Here’s our reasoning: STRIDE’s categorization is explicit and comprehensive. That explicitness makes it suitable for encoding in algorithms. The six categories provide clear structure for systematic analysis. Every component and data flow can be methodically evaluated against each category.

But STRIDE is only the starting point. We layer in MITRE ATT&CK for real-world adversary technique mapping. We add NIST SP800-53 for actionable remediation controls. And critically, we built independent verification into our analysis pipeline to challenge findings regardless of which category generated them. That independent review process is how we address STRIDE’s potential weakness of becoming checklist-like, ensuring that findings are genuinely rigorous rather than mechanically applied.
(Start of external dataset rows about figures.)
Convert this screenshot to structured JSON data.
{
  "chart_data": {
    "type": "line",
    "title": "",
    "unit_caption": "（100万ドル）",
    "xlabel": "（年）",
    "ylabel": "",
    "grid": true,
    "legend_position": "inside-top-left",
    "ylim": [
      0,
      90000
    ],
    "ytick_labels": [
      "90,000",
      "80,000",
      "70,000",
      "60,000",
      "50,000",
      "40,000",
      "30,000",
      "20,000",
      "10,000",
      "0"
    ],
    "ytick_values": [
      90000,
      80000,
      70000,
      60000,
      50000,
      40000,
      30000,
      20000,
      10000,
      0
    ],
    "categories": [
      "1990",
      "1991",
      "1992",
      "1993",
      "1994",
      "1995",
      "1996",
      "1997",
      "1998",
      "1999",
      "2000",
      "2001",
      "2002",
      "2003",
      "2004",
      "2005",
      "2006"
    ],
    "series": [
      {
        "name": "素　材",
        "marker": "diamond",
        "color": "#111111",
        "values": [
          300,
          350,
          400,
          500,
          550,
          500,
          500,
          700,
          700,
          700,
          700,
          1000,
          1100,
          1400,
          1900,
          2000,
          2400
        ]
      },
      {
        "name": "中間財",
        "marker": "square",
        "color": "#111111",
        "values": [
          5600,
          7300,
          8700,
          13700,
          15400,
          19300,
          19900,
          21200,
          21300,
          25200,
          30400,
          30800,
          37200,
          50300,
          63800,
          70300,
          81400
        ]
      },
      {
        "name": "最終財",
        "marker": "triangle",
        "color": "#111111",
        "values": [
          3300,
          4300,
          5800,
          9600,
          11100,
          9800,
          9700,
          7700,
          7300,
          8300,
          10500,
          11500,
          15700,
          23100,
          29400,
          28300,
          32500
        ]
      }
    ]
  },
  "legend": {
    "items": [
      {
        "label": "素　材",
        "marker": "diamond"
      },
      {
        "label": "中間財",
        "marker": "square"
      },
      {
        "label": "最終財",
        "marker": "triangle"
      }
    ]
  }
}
The deeper philosophy matters more than the framework choice. We built ThreatKrew on two principles: (1) methodologies should be encoded so they’re repeatable and accessible, and (2) no single pass through a methodology is complete — independent verification and questioning are essential.

The methodology is the means, not the end. The end is finding real risks and helping teams address them. That’s why we focus on the four questions: what are we building, what can go wrong, what do we do about it, and did we do it well?

Understanding the four questions and what different methodologies emphasize helps you use any approach more effectively. And that’s the real goal — not choosing the “right” methodology, but democratizing threat modeling so every team can apply the discipline that enterprises have had to rely on expensive consultants to access.

Getting started with methodologies

If you’re new to threat modeling, here’s a practical path:

  1. Start with STRIDE. Learn the six categories. Apply them to a simple system. Get the feel for systematic threat identification.
  2. Add attack trees for high-value targets. Once you understand the basics, use attack trees to deeply analyze your most critical assets.
  3. Integrate business context. Over time, connect findings to business impact — pulling in PASTA’s risk-centric thinking.
  4. Let your team’s practices evolve. The “best” methodology for your organization will emerge from what works in your context.

The frameworks are tools for thinking, not substitutes for it. Use them to structure your thinking, but remain focused on the core question: are we identifying the real risks in our architecture?


Ready to apply the right threat modeling methodology to your systems? Learn more about how threat modeling fits your security architecture, or discover how we built ThreatKrew. Ready to get started? Explore the automated threat modeling tool or join the Founders Program to see how it helps your team find risks faster.

Dave Barton

Dave Barton

Co-founder

Co-founder of ThreatKrew. Former AWS security specialist with years of experience securing enterprise infrastructure. Passionate about making professional security analysis accessible to every team.